- SteamPunkAs Labor Populism
- SteamPunk: A New "Guilded" Age?
- 5th Gen. Seattleite's Dismay: "Boneshaker"
- Absinthe (AKA "the Green Fairy")
- Remembering the "Steam" in Steampunk: the Virginia V.
- "Steam" in Steampunk, part II The S.S. Jeremiah O'Brien
- "Steam" in SP pt. II, the regal triple expansion steam engine.
Remembering the "Steam" in steampunk:
The Virgina V
This is the Virginia V. The "V" as in 5, the last of a long lineage. Once the proud member of a fleet that served various communities around Puget Sound. Except for the cities like Seattle or Tacoma or Olympia, until the late 1920s, there were few highways in the area. All that tall timber and all those hills. And the long fjord-- in places 900 feet deep, with the Sound average depth at 420 feet. So no bridge from the Seattle side over to islands like Bainbridge or Vashon, or to Kitsap County, or the Olympic peninsula. But there was a rather competitive bunch ready to transport people and to deliver the goods. So many that they were likened to a swarm. Hence the name "mosquito fleet," of which the Virginia V is the only remaining example. Go see this beauty, designated a national history landmark, at the foot of Union Bay in Seattle. Just north of downtown and just south of the ship canal.
http://www.virginiav.org
http://www.virginiav.org
triple expansion Steam engine
And this is a view of the totally wonderful triple expansion steam engine that powers the propeller shaft. It was transferred from the Virginia IV (formerly the Tyrus.) Built in 1902, the engine was manufactured at the Heffernan Iron Works, in the area now known as Pioneer Square in Seattle. The steam for the engine and various engine room equipment is supplied by a Babcock and Wilcox watertube boiler. This is a replacement ; part of the overhaul completed in 2002. The engine was thoroughly rebuilt at the same time, but is still the original-- in the words of the classic soul song; ain't nothin' like the real thing, baby. Trust this old steampunk; there aint, there ain't. An absolutely fine example of technology as the sublime art of brass and gears. Where human labor has real meaning.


Please count the lines of the data that contain "days" and state only the total.

DATA TO PROCESS →
[Start of section]
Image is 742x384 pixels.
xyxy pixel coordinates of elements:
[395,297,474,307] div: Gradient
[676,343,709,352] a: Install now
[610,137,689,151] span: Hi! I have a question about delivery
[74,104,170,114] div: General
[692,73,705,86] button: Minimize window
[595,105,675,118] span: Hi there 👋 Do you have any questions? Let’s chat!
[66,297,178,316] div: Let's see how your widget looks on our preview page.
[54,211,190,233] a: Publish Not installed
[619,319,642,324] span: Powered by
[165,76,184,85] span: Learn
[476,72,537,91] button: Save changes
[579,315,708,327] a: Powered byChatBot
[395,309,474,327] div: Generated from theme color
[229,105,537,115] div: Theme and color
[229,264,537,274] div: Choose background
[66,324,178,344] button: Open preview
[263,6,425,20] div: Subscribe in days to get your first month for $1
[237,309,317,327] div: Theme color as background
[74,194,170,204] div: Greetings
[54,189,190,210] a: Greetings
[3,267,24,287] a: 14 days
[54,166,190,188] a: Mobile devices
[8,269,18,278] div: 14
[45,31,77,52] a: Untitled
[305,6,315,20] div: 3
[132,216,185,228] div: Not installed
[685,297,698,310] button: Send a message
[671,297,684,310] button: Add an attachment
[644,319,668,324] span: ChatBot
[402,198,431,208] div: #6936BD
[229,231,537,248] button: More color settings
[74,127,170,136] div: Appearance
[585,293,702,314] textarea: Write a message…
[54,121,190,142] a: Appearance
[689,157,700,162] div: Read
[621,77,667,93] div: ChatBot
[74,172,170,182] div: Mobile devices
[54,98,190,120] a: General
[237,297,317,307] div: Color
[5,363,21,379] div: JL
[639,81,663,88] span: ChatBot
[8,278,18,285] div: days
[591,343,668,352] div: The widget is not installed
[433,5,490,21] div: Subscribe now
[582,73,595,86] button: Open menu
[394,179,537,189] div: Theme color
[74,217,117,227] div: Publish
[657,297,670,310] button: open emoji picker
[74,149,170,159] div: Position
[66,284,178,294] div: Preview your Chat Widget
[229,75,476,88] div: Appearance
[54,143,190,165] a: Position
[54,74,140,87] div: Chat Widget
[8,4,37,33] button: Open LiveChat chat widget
[End of section]
RESPONSE BOX →
3